“Second door on the left,” Gavril calls from behind me.
I’m glad he’s back in the room so he can’t see my sheepish smile as I walk that way and enter the quartz-stone room. It wasn’t a complete lie. I do have to go to the bathroom.
But after doing my business, I turn to the mirror for the real reason I’m here: space to think and, hopefully, talk some sense into myself.
Like, first off, figuring out what the hell I’m playing at, entertaining these idiotic thoughts. Chatting with Gavril as if he’s anything more than an attractive boss, as if he actually cares, as if this is actually real.
“Because it’s not.” I glare venom at my reflection, all flushed and beaming stupidly. “Just remember that—it’s not real at all.”
Maybe his laugh sounds real and his smile looks real and even the shine in his goddamn eyes looks real, but at the end of the day, Mr. Gavril Vaknin is paying me to be his fake wife. End of story.
This is just a job. Nothing more.
On my way back to the dining room, I hear his voice, light and teasing, “Not trying to run away already, are you?”
I pause in the doorway, half smiling. “And if I am?”
He smirks back, rising. “Then I’d tell you that I have something to show you first.” He strides forward, taking me by the arm easily. His hold is steady, strong, and my body registers it by doing that stupid buzzy thing that makes me want to literally smack some sense into it.
Before I know it, Gavril is opening a door and we’re there. What does he want to show me?
It’s not the cool breeze ruffling my hair and licking my neck. Not even the expanse of sycamores I hadn’t noticed in what must be Gavril’s backyard. It’s what’s beyond it, sparkling: the symphony of city lights on the horizon, reaching towards the stars above. A wide-spanning cluster of human accomplishment rising up towards the sky.
“It’s beautiful,” I murmur. Which is trite and silly and doesn’t at all do justice to what I’m seeing now, but it’s also true.

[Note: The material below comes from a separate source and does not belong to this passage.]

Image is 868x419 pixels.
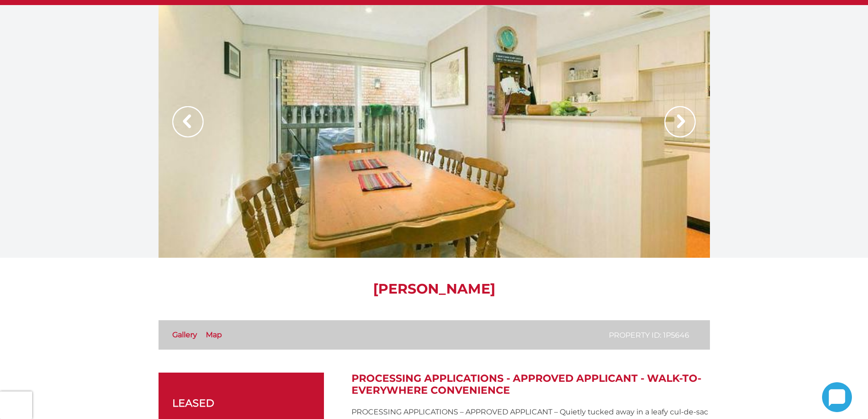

More than that, though, I’m starting to understand just what being rich actually entails. It’s not just some brag-worthy status or getting access to ugly, overpriced purses or faster airport lines. It means getting access to the best life has to offer—homes, experiences, sights like these.
The old Joy Smith would’ve never gotten to see the city, not like this. Her view was always in the midst of the city madness, her neck craning up to look at all the tall buildings glaring back down. Now I’m the one looking at the world spread out before my feet, falling in love with what I’m seeing.
It feels so comfortable, so right, that it takes me a while to notice—I don’t know exactly how long—that I’m leaning back into Gavril, his arms wrapped around me.
“Joy.” His breath heats the side of my neck.
“Yeah?”
“I have something for you.” His arms release me and my body registers a loss somewhere.
I hear him his clothes rustle and then—oh my God. The moonlight glints off the diamond as he opens the vermillion-colored felt box in his palm. My mouth drops.
I’m not a ring girl, never have been—they’re so small and tiny and hardly noticeable and who has time to buy decent rings anyway?—but dammit, if the beauty in front of me isn’t enough to make me a believer.
“A fake,” he says, “Of course.”
Liar, I don’t say. I’m no ring expert, but I’m no ring idiot either. Just one look at it and it’s obvious: the intricate twining silver, the rubies haloing the diamonds. There’s no ‘fake’ in the world that is this spectacular.
Already, he’s sliding it on my ring finger, saying, “Perfect fit.” I can hear his breathing. Music, too.
It’s a Michael Bublé song I can’t remember the name of. Point is, it’s slow, and he’s eyeing me in a way I know is important to say no to.
But suddenly, his hand is out, and the wine spurs me to take it. When my mouth opens, a last-ditch effort to stop this, to say,No, thank you, I think I’m tired, when really, the truth is that I’m scared, his other hand takes my shoulder and we’re sailing away.
Only then do I understand: it was too late the second I sat down at that table.
We glide down the balcony. Not easily, but not terribly either. Gavril’s guiding me so flawlessly, his teaching remarks so natural (“left, back, there you go,” “just like that,”), I almost don’t notice how right it feels letting him lead me.
He dances us all the way to the edge of the balcony, then all the way back, back into the dining room, which smells like fresh air we left behind, past the newly cleared table. By now, the music is building in me, and I know then that I’m being doubly led, by Gavril and the music alike. The farther I go, the less sure I am that I’ll be able to resist when I need to.
Already, we’re out of the dining room. Down the hallway with the pictures looking on. My heart only remembers to beat when we’re in another bedroom and his lips hit mine.